[Redgauntlet by Sir Walter Scott]@TWC D-Link bookRedgauntlet INTRODUCTION 35/188
It is well for thee that, Lovelace and Belford-like, we came under a convention to pardon every species of liberty which we may take with each other; since, upon my word, there are some reflections in your last which would otherwise have obliged me to return forthwith to Edinburgh, merely to show you I was not what you took me for. Why, what a pair of prigs hast thou made of us! I plunging into scrapes, without having courage to get out of them--thy sagacious self, afraid to put one foot before the other, lest it should run away from its companion; and so standing still like a post, out of mere faintness and coldness of heart, while all the world were driving full speed past thee.
Thou a portrait-painter! I tell thee, Alan, I have seen a better seated on the fourth round of a ladder, and painting a bare-breeched Highlander, holding a pint-stoup as big as himself, and a booted Lowlander, in a bobwig, supporting a glass of like dimensions; the whole being designed to represent the sign of the Salutation. How hadst thou the heart to represent thine own individual self, with all thy motions, like those of a great Dutch doll, depending on the pressure of certain springs, as duty, reflection, and the like; without the impulse of which, thou wouldst doubtless have me believe thou wouldst not budge an inch! But have I not seen Gravity out of his bed at midnight? and must I, in plain terms, remind thee of certain mad pranks? Thou hadst ever, with the gravest sentiments in thy mouth and the most starched reserve in thy manner, a kind of lumbering proclivity towards mischief, although with more inclination to set it a-going than address to carry it through; and I cannot but chuckle internally, when I think of having seen my most venerable monitor, the future president of some high Scottish court, puffing, blowing, and floundering, like a clumsy cart-horse in a bog where his efforts to extricate himself only plunged him deeper at every awkward struggle, till some one--I myself, for example--took compassion on the moaning monster, and dragged him out by mane and tail. As for me, my portrait is, if possible, even more scandalously caricatured, I fail or quail in spirit at the upcome! Where canst thou show me the least symptom of the recreant temper, with which thou hast invested me (as I trust) merely to set off the solid and impassible dignity of thine own stupid indifference? If you ever saw me tremble, be assured that my flesh, like that of the old Spanish general, only quaked at the dangers into which my spirit was about to lead it.
Seriously, Alan, this imputed poverty of spirit is a shabby charge to bring against your friend.
I have examined myself as closely as I can, being, in very truth, a little hurt at your having such hard thoughts of me, and on my life I can see no reason for them.
I allow you have, perhaps, some advantage of me in the steadiness and indifference of your temper; but I should despise myself, if I were conscious of the deficiency in courage which you seem willing enough to impute to me.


*How to complete this task:* Please repeat exactly the line containing "Describe the element at coordinates (296, 47)" and each line after it in the records below, through the last.

Extracted records:
+ + +

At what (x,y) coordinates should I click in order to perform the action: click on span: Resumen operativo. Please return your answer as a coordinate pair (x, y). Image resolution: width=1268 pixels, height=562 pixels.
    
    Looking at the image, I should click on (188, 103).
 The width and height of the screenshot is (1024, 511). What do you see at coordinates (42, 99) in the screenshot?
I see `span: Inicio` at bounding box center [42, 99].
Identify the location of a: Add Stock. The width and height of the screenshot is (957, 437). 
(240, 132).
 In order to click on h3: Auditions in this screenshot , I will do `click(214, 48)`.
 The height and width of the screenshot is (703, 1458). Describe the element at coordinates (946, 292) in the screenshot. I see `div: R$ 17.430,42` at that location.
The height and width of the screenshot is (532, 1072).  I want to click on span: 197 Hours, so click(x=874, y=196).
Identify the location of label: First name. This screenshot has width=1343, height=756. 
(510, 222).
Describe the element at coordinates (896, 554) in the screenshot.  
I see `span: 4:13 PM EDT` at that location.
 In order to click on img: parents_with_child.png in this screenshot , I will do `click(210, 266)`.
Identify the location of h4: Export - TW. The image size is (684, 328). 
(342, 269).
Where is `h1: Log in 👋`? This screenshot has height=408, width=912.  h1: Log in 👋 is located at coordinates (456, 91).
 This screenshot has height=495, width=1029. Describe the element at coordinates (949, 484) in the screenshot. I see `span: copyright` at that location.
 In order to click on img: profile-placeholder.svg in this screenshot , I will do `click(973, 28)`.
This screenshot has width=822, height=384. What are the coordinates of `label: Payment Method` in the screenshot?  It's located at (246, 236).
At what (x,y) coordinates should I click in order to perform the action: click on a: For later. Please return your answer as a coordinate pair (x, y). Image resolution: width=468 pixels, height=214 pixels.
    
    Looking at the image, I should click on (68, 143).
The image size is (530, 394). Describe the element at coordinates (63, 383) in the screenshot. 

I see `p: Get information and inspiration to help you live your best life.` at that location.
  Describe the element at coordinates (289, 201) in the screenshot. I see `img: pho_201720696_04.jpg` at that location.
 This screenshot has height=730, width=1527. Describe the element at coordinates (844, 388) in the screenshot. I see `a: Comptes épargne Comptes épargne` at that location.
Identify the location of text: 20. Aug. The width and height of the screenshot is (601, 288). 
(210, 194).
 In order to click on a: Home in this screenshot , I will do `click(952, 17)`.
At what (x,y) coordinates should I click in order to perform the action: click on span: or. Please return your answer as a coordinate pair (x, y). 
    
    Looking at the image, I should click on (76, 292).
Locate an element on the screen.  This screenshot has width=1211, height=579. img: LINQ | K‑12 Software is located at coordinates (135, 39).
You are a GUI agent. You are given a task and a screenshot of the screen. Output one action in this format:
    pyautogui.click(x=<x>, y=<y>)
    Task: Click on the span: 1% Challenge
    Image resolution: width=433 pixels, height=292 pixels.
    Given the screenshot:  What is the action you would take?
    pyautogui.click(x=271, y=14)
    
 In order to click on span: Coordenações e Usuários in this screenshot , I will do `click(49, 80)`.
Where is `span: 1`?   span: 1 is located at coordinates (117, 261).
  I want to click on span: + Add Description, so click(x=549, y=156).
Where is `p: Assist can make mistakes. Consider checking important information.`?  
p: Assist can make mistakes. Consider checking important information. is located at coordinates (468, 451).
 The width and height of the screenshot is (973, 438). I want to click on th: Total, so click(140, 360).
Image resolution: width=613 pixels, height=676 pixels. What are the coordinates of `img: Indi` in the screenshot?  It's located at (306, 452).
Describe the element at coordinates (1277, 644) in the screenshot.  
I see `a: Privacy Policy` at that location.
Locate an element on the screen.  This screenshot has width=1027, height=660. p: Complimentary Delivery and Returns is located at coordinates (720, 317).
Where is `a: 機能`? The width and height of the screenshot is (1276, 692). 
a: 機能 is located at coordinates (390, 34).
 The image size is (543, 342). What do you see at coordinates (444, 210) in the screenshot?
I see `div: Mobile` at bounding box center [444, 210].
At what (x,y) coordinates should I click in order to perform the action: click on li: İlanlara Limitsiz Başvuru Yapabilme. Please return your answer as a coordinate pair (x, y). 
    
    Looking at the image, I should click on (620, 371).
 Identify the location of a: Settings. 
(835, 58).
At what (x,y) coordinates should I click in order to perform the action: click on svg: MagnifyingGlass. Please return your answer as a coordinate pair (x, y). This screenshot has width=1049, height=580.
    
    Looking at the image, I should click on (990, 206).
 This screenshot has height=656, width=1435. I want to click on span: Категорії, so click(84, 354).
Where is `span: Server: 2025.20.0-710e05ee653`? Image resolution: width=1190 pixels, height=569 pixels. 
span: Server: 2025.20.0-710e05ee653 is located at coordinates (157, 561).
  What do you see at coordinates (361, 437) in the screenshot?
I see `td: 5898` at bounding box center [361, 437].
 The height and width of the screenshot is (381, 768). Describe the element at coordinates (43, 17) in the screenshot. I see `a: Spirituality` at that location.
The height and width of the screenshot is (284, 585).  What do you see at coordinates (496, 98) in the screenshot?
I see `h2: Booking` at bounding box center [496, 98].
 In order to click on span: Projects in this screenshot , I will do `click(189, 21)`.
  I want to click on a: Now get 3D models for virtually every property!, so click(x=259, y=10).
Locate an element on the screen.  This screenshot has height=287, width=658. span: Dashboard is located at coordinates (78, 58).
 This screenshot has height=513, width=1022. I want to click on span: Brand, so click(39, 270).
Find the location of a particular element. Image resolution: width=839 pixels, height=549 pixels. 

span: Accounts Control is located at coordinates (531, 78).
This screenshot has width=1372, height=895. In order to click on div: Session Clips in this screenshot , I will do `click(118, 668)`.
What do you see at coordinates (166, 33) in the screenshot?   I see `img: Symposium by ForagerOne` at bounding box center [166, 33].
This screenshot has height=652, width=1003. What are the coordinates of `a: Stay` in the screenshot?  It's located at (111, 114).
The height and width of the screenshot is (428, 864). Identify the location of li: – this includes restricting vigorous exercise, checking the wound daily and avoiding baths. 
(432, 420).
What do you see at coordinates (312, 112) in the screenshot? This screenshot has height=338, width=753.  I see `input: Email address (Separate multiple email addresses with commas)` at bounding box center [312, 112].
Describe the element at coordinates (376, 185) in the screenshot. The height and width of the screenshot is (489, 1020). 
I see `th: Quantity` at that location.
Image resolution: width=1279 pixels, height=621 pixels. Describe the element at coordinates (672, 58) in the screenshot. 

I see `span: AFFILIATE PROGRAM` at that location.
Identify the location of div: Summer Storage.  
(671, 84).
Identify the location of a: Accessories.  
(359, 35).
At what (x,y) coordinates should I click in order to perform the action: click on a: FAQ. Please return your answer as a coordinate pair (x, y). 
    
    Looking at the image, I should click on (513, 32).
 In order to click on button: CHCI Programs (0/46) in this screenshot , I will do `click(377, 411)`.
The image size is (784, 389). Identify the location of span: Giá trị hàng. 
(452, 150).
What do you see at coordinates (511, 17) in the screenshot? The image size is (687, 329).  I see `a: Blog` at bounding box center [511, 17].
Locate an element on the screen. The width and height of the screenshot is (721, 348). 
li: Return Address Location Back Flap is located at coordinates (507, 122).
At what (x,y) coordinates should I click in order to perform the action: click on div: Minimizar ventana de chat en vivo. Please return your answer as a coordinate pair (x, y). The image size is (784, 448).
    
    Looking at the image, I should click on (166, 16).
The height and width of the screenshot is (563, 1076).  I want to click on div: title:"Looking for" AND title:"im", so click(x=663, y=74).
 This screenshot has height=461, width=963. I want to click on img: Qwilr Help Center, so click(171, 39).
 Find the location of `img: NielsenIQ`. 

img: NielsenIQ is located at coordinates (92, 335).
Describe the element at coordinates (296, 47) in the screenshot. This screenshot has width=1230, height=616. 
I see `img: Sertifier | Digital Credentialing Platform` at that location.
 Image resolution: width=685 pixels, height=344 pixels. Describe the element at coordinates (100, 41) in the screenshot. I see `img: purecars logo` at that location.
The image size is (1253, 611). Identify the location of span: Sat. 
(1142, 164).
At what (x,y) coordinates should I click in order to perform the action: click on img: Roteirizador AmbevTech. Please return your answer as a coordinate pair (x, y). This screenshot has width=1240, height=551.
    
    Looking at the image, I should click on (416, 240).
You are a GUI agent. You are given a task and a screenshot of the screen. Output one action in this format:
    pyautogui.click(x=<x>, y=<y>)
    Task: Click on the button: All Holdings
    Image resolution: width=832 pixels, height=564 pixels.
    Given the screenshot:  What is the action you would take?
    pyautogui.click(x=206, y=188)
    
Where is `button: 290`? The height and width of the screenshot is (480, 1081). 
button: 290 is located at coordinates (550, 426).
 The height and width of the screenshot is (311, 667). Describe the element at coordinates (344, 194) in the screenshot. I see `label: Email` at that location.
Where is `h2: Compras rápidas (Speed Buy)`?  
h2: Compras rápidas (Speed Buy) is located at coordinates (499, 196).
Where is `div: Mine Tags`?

+ + +

*Solution:*
Describe the element at coordinates (296, 47) in the screenshot. This screenshot has width=1230, height=616. 
I see `img: Sertifier | Digital Credentialing Platform` at that location.
 Image resolution: width=685 pixels, height=344 pixels. Describe the element at coordinates (100, 41) in the screenshot. I see `img: purecars logo` at that location.
The image size is (1253, 611). Identify the location of span: Sat. 
(1142, 164).
At what (x,y) coordinates should I click in order to perform the action: click on img: Roteirizador AmbevTech. Please return your answer as a coordinate pair (x, y). This screenshot has width=1240, height=551.
    
    Looking at the image, I should click on (416, 240).
You are a GUI agent. You are given a task and a screenshot of the screen. Output one action in this format:
    pyautogui.click(x=<x>, y=<y>)
    Task: Click on the button: All Holdings
    Image resolution: width=832 pixels, height=564 pixels.
    Given the screenshot:  What is the action you would take?
    pyautogui.click(x=206, y=188)
    
Where is `button: 290`? The height and width of the screenshot is (480, 1081). 
button: 290 is located at coordinates (550, 426).
 The height and width of the screenshot is (311, 667). Describe the element at coordinates (344, 194) in the screenshot. I see `label: Email` at that location.
Where is `h2: Compras rápidas (Speed Buy)`?  
h2: Compras rápidas (Speed Buy) is located at coordinates (499, 196).
Where is `div: Mine Tags`?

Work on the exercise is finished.